MANILA, Philippines—For first-time voters in 2010, Election Day can’t come soon enough.
Throngs of students at the University of Santo Tomas participated on Tuesday in the voters' registration and awareness drive organized by the Commission on Elections (Comelec) and poll watchdogs Parish Pastoral Council for Responsible Voting (PPCRV) and National Citizens' Movement for Free Elections (Namfrel).
Shylar Palomares, a 17-year-old UST sophomore, talked about her excitement to vote in May 2010, but not for the “presidentiables.”
“It will be my first time to vote in 2010. It's important for us to exercise our right to vote. For those running for president, I'm not that excited, but at least there will be new choices,” she said.
Angelo Acasue, another UST sophomore, patiently queued and filled up Comelec forms along with his friends at the launch of a voters' registration drive called "Bagong Bida (Be the change) Botanteng Pilipino Magpalista Ka."
Acasue said he too was excited to choose a new leader to replace President Gloria Macapagal-Arroyo and hoped more students and first-time voters would go to the polls in 2010.
Comelec Commissioner Rene Sarmiento said they expected around three million first-time voters to register for the elections. "Three million is huge. The change is positive. The change is good. These three million voters are good for the future of this country," he said.
If youth voters were to turn up on Election Day, they could become a major voting bloc and propel somebody to Malacañang, said Henrietta de Villa, chair of Namfrel and PPCRV.
“It's a very good sign if we could have three million new registrants. Hopefully, this will set off a tide of change in the electoral process and the quality of elections in 2010,” she added.
UST Rector Fr. Rolando dela Rosa said young voters would be the key to change in governance.
He expressed hopes that the prospect of having new leaders in 2010 would ignite the youth's political enthusiasm, which had been “clobbered” by graft and corruption, poverty, violence, and election controversies.
“Let us tell ourselves—enough is enough. What the country needs are voters with an enlightened will, citizens who will not sacrifice their conscience for convenience, and who will not exchange their principles for monetary gain,” he said.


## [WHAT TO DO]
Leave every image out, and print the remaining lines below exactly.

========================================================================

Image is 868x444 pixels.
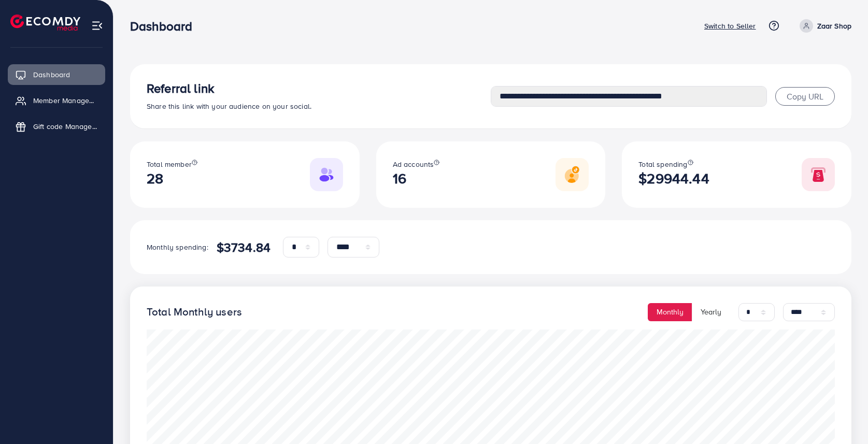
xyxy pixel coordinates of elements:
[8,116,105,137] a: Gift code Management
[704,20,756,32] p: Switch to Seller
[147,81,491,96] h3: Referral link
[147,306,242,319] h4: Total Monthly users
[33,69,70,80] span: Dashboard
[692,303,731,322] button: Yearly
[556,158,589,191] img: Responsive image
[147,170,197,187] h2: 28
[91,20,103,31] img: menu
[10,15,80,30] img: logo
[802,158,835,191] img: Responsive image
[147,101,312,111] span: Share this link with your audience on your social.
[130,19,200,34] h3: Dashboard
[33,96,97,106] span: Member Management
[147,241,209,253] p: Monthly spending:
[796,19,852,33] a: Zaar Shop
[217,240,270,255] h4: $3734.84
[33,121,97,132] span: Gift code Management
[310,158,343,191] img: Responsive image
[8,64,105,85] a: Dashboard
[393,159,435,170] span: Ad accounts
[147,159,192,170] span: Total member
[638,159,687,170] span: Total spending
[787,91,824,102] span: Copy URL
[638,170,709,187] h2: $29944.44
[393,170,440,187] h2: 16
[775,87,835,106] button: Copy URL
[8,90,105,111] a: Member Management
[648,303,693,322] button: Monthly
[817,20,852,32] p: Zaar Shop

========================================================================

## [YOUR SOLUTION]
Image is 868x444 pixels.
xyxy pixel coordinates of elements:
[8,116,105,137] a: Gift code Management
[704,20,756,32] p: Switch to Seller
[147,81,491,96] h3: Referral link
[147,306,242,319] h4: Total Monthly users
[33,69,70,80] span: Dashboard
[692,303,731,322] button: Yearly
[556,158,589,191] img: Responsive image
[147,170,197,187] h2: 28
[91,20,103,31] img: menu
[10,15,80,30] img: logo
[802,158,835,191] img: Responsive image
[147,101,312,111] span: Share this link with your audience on your social.
[130,19,200,34] h3: Dashboard
[33,96,97,106] span: Member Management
[147,241,209,253] p: Monthly spending:
[796,19,852,33] a: Zaar Shop
[217,240,270,255] h4: $3734.84
[33,121,97,132] span: Gift code Management
[310,158,343,191] img: Responsive image
[8,64,105,85] a: Dashboard
[393,159,435,170] span: Ad accounts
[147,159,192,170] span: Total member
[638,159,687,170] span: Total spending
[787,91,824,102] span: Copy URL
[638,170,709,187] h2: $29944.44
[393,170,440,187] h2: 16
[775,87,835,106] button: Copy URL
[8,90,105,111] a: Member Management
[648,303,693,322] button: Monthly
[817,20,852,32] p: Zaar Shop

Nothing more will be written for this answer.